Home exercise and remote rehabilitation for veterans recovering from COVID-19

Home-Based Exercise Tele-Rehabilitation in High-Risk Veterans: Impact of COVID-19 Exposure and Socioeconomic Factors

NIH-funded research Baltimore VA Medical Center · NIH-11305968

A home-based exercise program with group video sessions designed to help veterans recovering from COVID-19 rebuild heart, lung, and overall physical strength.

Quick facts

Grant typeNIH-funded research
Study typeNIH-funded research
Funding institutionBaltimore VA Medical Center NIH-funded
Lab location1 site (Baltimore, United States)
Project IDNIH-11305968 on NIH RePORTER

What this research studies

This program offers guided home exercises plus group tele-rehabilitation sessions to help you regain cardiopulmonary and physical function after COVID-19. It focuses on veterans who often have other conditions like hypertension, diabetes, or chronic lung or heart disease that can hinder recovery. The team will track breathing, endurance, physical ability, and five WHO ICF components to measure changes over time. Sessions are delivered remotely so you can participate from home while keeping social distance.

Who could benefit from this research

Good fit: Veterans (adults 21+, including many aged 65 and older) who had COVID-19 and have reduced cardiopulmonary or physical function are the intended participants.

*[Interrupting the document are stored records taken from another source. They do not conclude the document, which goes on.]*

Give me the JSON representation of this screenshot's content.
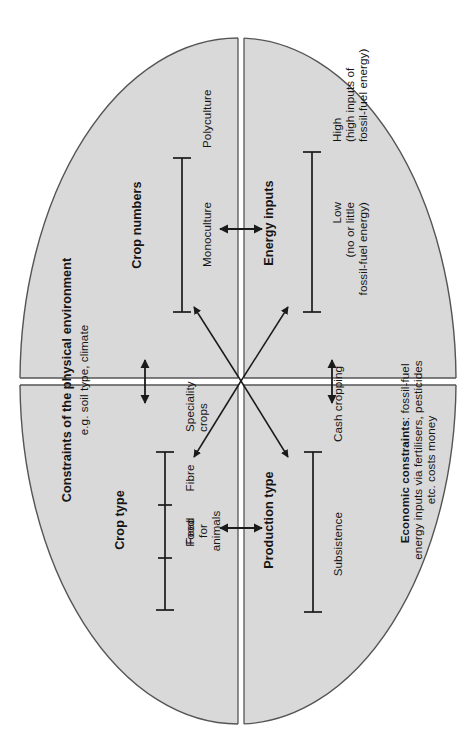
{
  "figure": {
    "kind": "conceptual-diagram",
    "orientation": "rotated-90-ccw",
    "shape": "ellipse-divided-into-four-quadrants",
    "fill_color": "#d9d9d9",
    "outline_color": "#4d4d4d",
    "line_color": "#1a1a1a"
  },
  "frame": {
    "title": "Constraints of the physical environment",
    "subtitle": "e.g. soil type, climate",
    "economic_title": "Economic constraints",
    "economic_body": ": fossil-fuel\nenergy inputs via fertilisers, pesticides\netc. costs money"
  },
  "axes": [
    {
      "id": "crop-numbers",
      "title": "Crop numbers",
      "quadrant": "top-left",
      "ticks": [
        "Monoculture",
        "Polyculture"
      ]
    },
    {
      "id": "energy-inputs",
      "title": "Energy inputs",
      "quadrant": "top-right",
      "ticks": [
        "Low\n(no or little\nfossil-fuel energy)",
        "High\n(high inputs of\nfossil-fuel energy)"
      ]
    },
    {
      "id": "crop-type",
      "title": "Crop type",
      "quadrant": "bottom-left",
      "ticks": [
        "Food",
        "Feed\nfor\nanimals",
        "Fibre",
        "Speciality\ncrops"
      ]
    },
    {
      "id": "production-type",
      "title": "Production type",
      "quadrant": "bottom-right",
      "ticks": [
        "Subsistence",
        "Cash cropping"
      ]
    }
  ],
  "connectors": {
    "centre_cross_arrows": 4,
    "top_divider_arrow": "double-headed",
    "right_divider_arrow": "double-headed",
    "left_divider_arrow": "double-headed",
    "bottom_divider_arrow": "double-headed"
  }
}
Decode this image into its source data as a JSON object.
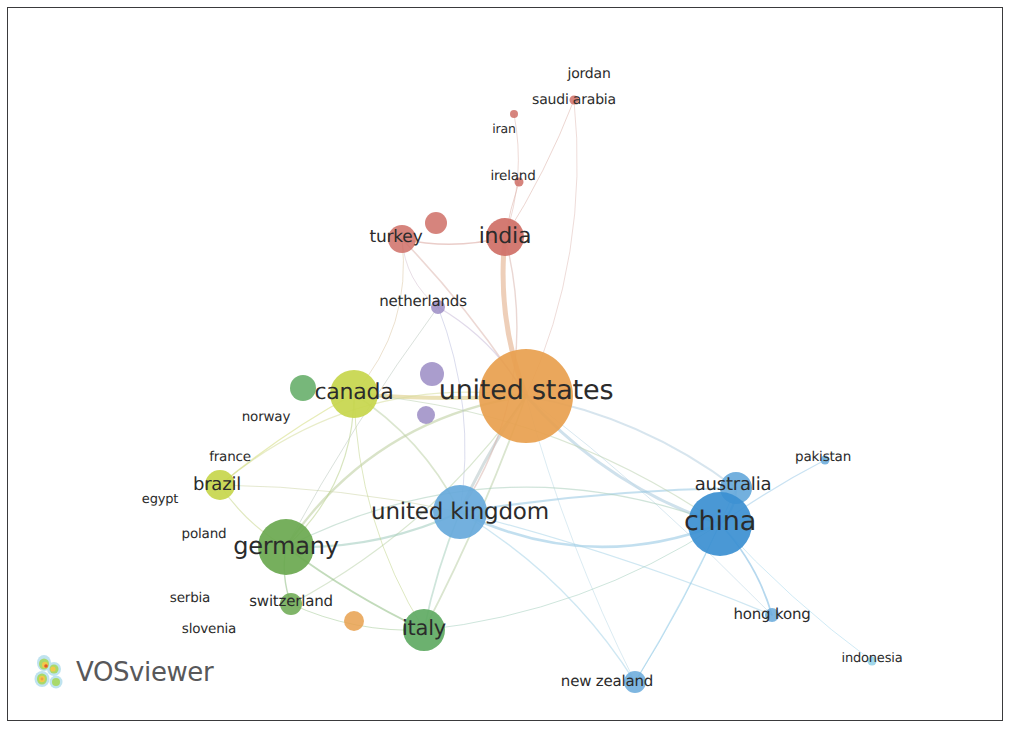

Not a fit: People without prior COVID-19, non-veterans, or those with unstable medical issues that make exercise unsafe may not benefit or be eligible.

Why it matters

Potential benefit: If successful, it could help veterans improve breathing, endurance, and daily function after COVID-19 while making rehabilitation accessible at home.

How similar studies have performed: Remote pulmonary and cardiac rehabilitation programs have helped people with chronic lung and heart disease and early post-COVID efforts show promise, but this specific home-plus-group tele-rehab approach for high-risk veterans is still being tested.

Where this research is happening

Baltimore, United States

Researchers

About this research

  1. This is an active NIH-funded research project — typically early-stage science, not a clinical trial accepting patient enrollment.
  2. Some NIH-funded labs run parallel clinical studies or seek volunteers for related work. To check, contact the principal investigator or institution listed above.
  3. For full project details, budget, and progress reports, visit the official NIH RePORTER page below.
Last reviewed 2026-06-10 by the Find a Trial editorial team. Information on this page is for educational purposes and is not medical advice. Always consult qualified healthcare professionals about clinical trial participation.